WHAT TO WORK ON: Output exactly the lines that run from the top of the entries to the line holding "This screenshot has height=331, width=644.", including both of those lines.

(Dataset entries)
=== Begin Enclosure ===

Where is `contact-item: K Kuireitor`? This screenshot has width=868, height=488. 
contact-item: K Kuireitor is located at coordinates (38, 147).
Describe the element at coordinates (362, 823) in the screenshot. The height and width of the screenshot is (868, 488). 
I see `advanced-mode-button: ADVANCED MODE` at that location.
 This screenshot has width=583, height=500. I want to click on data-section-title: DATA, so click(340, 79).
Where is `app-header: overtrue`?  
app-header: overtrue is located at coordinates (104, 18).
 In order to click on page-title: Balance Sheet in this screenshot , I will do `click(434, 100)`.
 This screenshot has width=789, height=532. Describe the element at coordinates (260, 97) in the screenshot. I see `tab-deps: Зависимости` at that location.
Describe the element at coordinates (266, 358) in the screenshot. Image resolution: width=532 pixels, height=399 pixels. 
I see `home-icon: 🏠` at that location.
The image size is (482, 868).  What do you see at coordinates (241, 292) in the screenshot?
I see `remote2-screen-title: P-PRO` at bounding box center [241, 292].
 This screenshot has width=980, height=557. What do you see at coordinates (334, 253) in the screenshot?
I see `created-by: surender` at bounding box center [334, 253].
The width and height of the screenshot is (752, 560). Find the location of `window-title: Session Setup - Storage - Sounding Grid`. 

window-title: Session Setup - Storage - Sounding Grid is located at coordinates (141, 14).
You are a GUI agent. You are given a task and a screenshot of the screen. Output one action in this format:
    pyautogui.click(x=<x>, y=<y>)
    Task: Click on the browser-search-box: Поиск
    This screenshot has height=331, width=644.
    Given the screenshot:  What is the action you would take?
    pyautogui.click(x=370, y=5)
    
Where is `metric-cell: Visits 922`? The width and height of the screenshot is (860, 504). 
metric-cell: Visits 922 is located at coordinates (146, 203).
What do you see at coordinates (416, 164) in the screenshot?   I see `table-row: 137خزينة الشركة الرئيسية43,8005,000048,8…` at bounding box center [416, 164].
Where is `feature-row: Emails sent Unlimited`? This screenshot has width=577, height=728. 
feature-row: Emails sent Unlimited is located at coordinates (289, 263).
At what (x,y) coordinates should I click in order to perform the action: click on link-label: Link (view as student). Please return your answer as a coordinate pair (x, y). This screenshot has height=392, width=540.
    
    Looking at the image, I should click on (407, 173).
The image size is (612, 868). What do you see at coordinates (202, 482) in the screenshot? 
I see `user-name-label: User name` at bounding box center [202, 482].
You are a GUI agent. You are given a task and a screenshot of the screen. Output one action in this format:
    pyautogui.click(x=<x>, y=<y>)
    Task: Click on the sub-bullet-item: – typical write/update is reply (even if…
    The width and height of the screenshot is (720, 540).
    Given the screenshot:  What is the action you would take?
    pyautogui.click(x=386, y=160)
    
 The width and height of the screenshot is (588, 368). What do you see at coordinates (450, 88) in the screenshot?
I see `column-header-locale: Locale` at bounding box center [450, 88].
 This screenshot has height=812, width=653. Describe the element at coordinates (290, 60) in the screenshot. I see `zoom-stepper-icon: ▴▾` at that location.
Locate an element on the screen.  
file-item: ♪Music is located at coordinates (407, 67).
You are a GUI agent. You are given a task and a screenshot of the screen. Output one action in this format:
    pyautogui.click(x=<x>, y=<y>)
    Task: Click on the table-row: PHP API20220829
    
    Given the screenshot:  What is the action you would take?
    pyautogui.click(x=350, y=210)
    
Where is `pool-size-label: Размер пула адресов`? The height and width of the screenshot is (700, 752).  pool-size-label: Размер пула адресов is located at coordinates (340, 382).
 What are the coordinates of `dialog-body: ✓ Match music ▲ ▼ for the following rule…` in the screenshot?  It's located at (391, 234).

=== End Enclosure ===

SOLUTION FOR THIS EXERCISE:
Where is `contact-item: K Kuireitor`? This screenshot has width=868, height=488. 
contact-item: K Kuireitor is located at coordinates (38, 147).
Describe the element at coordinates (362, 823) in the screenshot. The height and width of the screenshot is (868, 488). 
I see `advanced-mode-button: ADVANCED MODE` at that location.
 This screenshot has width=583, height=500. I want to click on data-section-title: DATA, so click(340, 79).
Where is `app-header: overtrue`?  
app-header: overtrue is located at coordinates (104, 18).
 In order to click on page-title: Balance Sheet in this screenshot , I will do `click(434, 100)`.
 This screenshot has width=789, height=532. Describe the element at coordinates (260, 97) in the screenshot. I see `tab-deps: Зависимости` at that location.
Describe the element at coordinates (266, 358) in the screenshot. Image resolution: width=532 pixels, height=399 pixels. 
I see `home-icon: 🏠` at that location.
The image size is (482, 868).  What do you see at coordinates (241, 292) in the screenshot?
I see `remote2-screen-title: P-PRO` at bounding box center [241, 292].
 This screenshot has width=980, height=557. What do you see at coordinates (334, 253) in the screenshot?
I see `created-by: surender` at bounding box center [334, 253].
The width and height of the screenshot is (752, 560). Find the location of `window-title: Session Setup - Storage - Sounding Grid`. 

window-title: Session Setup - Storage - Sounding Grid is located at coordinates (141, 14).
You are a GUI agent. You are given a task and a screenshot of the screen. Output one action in this format:
    pyautogui.click(x=<x>, y=<y>)
    Task: Click on the browser-search-box: Поиск
    This screenshot has height=331, width=644.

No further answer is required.